Swainson’s Hawk

Buteo swainsoni
Range Map

The Swainson’s Hawk is a world class traveler, migrating between Argentina and the Western USA. Some birds will breed all the way to northern Yukon in Canada and northeastern Alaska. When they migrate, large groups will gather by the dozens or by hundreds, roosting overnight in some chosen grove. When the morning sun heats up, and thermals caused by rising warm air develop, the roosting birds launch into a slow circling formation and rise to great heights to begin their next step towards their winter or summer homes. Because the spectacle looks like an enormous boiling pot of water, people call this a kettle.

Today’s science regards the Swainson’s Hawk as monotypic (i.e. no subspecies).
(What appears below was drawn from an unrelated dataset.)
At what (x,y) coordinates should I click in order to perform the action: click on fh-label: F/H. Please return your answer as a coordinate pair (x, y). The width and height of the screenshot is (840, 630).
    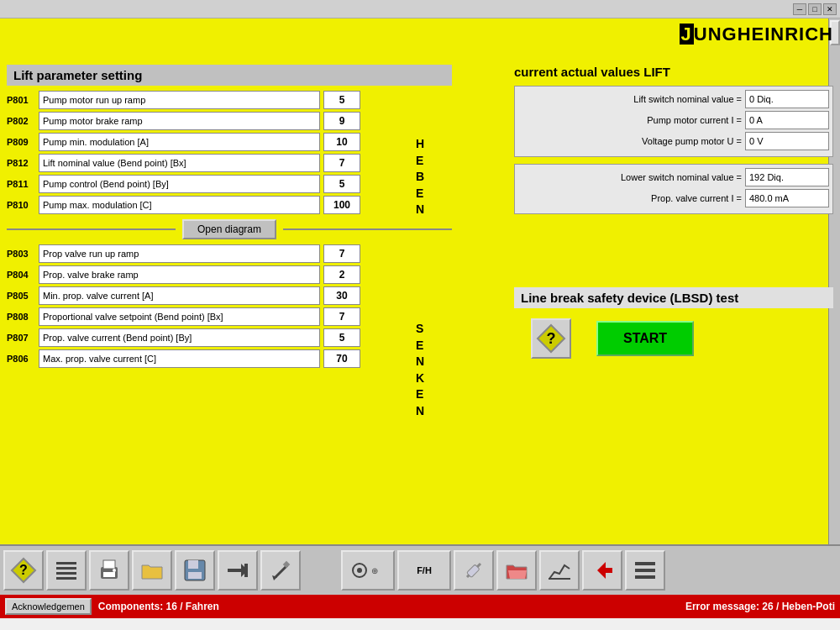
    Looking at the image, I should click on (424, 570).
Early in the 2000s, I first learned of these migration events, and the rabid birders who assemble at key locations called Hawk Watches. Most folks thought passes in the mountains along the Mexican border were the only places to gather to watch these and other birds of prey pass by. That changed when Hal Cohen, a passionate hawk watcher from the upper Midwest, moved to Borrego Springs (San Diego County, California) in 2001. There were no organized hawk watches there at the time, but Hal began his own reconnaissance regime. Two years later, in 2003, he discovered a major flyway through the desert, and the local birding community received the benefit of witnessing our own kettles of annual migrating Swainson’s Hawks. In 2012, I attended one such spectacle, and it was quite a show.